A new challenge beckons for the Special One
He was as slow as a wet week and his granny could push him off the ball. He had neither pace nor power but the brain was fast enough. The apprentice quit playing pronto, switched to the managerial side and became Jose Mourinho the self-titled Special One.
He also shed a rake of Christian names in the process, the full title is Jose Mario dos Santos Felix Mourinho.
He will have masterminded his first Real Madrid victory before one could utter that mouthful!
Special One? He has to be. He’s an amazingly successful soccer manager, a masterful spin doctor of the surrounding hype, a dapper enigma on the sidelines of his trade.
Everything he touches seems to turn to silverware at the end of the season. His triumph with Inter at the sweltering Bernabeu in Madrid on Saturday was typical Mourinho. He outwitted a former master, his team went home to Milan in glory, but the Special One will be staying on as the new master of Real Madrid.
More limelight, more glory, more furore over his controversial remarks and style. Champions League victory with a third club next season? With this man about everything seems to be possible. No wonder the media is fascinated with him.
The big managers are an essential element of the excitement surrounding sport.
On that front let us thank God for the blazing lighthouse of Mourinho. Most managers look like nearly obese former footballers with names like ‘Arry and Bert and Louis and Gus in Europe and the gum-blasting Scot whose name I never mention here.
They talk the same talk unceasingly, are highly political and guarded in their comments, and there is not one amongst them flamboyant enough to make a remark like: “I am a winner. I am a special one!” Until Mourinho.
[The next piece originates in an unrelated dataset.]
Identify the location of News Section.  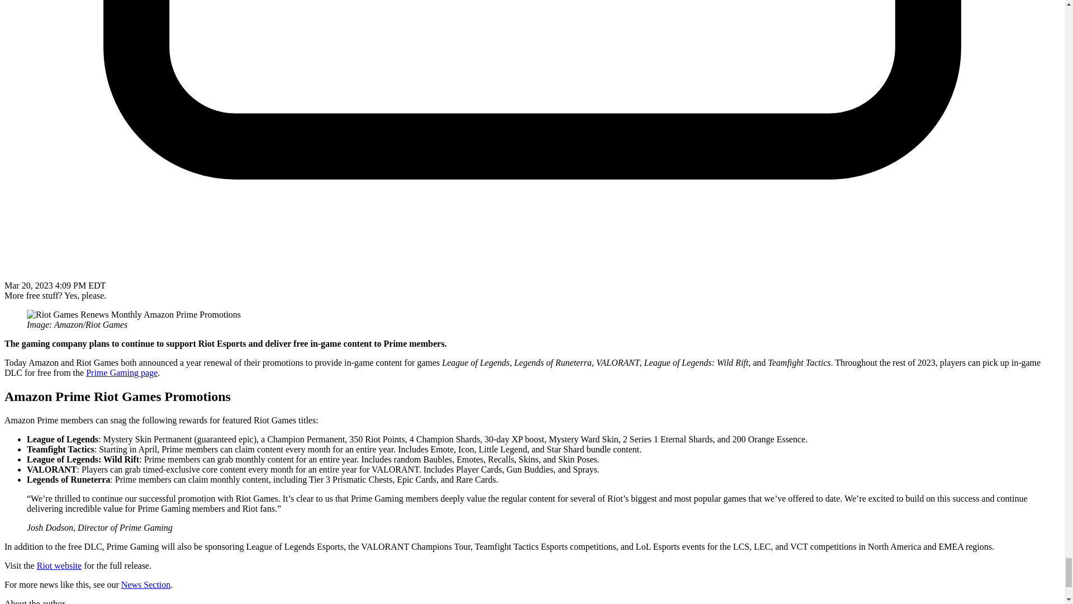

And then he goes on to prove that point season after season. He was the best manager Chelsea ever had in their history. He was the best manager Porto ever had, bringing a financially stretched club far past the parameters of their wildest dreams. Now he has delivered for Inter and takes over Real Madrid.
Beyond doubt the man who was as slow as a snail on the pitch is the swiftest and most lethal operator of all in the technical area where managers rule.
Meanwhile there is egomania over his head like a tarnished halo. His mouth runs away with him often. He has criticised about every other manager in his day apart from Bobby Robson his first mentor and friend. He has fought with immigration officials over the importation of his dogs, with the Czar of Chelsea over internal matters, and he has been fined hundreds of thousands of pounds by the football authorities over intemperate outbursts. Mourinho would not know what it is like to wake up in the morning and not see his name in the headlines. He courts them. He uses the media to his own ends. He speaks Portuguese, Spanish, Italian, French, fluent English and even Catalan.
The one word he knows nothing about in any of those languages is “modesty”. It is not part of his style.
And his managerial style could pose problems for him in the new job. He will be able to cope with that too when the Real fans, who love their football, begin to complain about a strategy which (dramatically against Bayern for example) features the reduction of individuality, a team approach based on a defensive model, and late success in the end through lethal counter-attacking. It might not be pretty – it really isn’t – and it harnesses the truly gifted players to the shafts of a team cart.
But it works and the Special One has the silverware to prove it.
Two views from the final are memorable. His players crowded around him with genuine affection and respect in their celebrations. The kind of full-blooded hugs he got testified to the strength of the bond he can create between himself and the young millionaires who often have egos as gigantic as his own.
The other surprising element of those celebrations was how quickly and quietly he slipped away down the tunnel out of the limelight. It was not in keeping with his usual style.
But then he was probably scouting out the location of his new office in the bowels of the Bernabeu.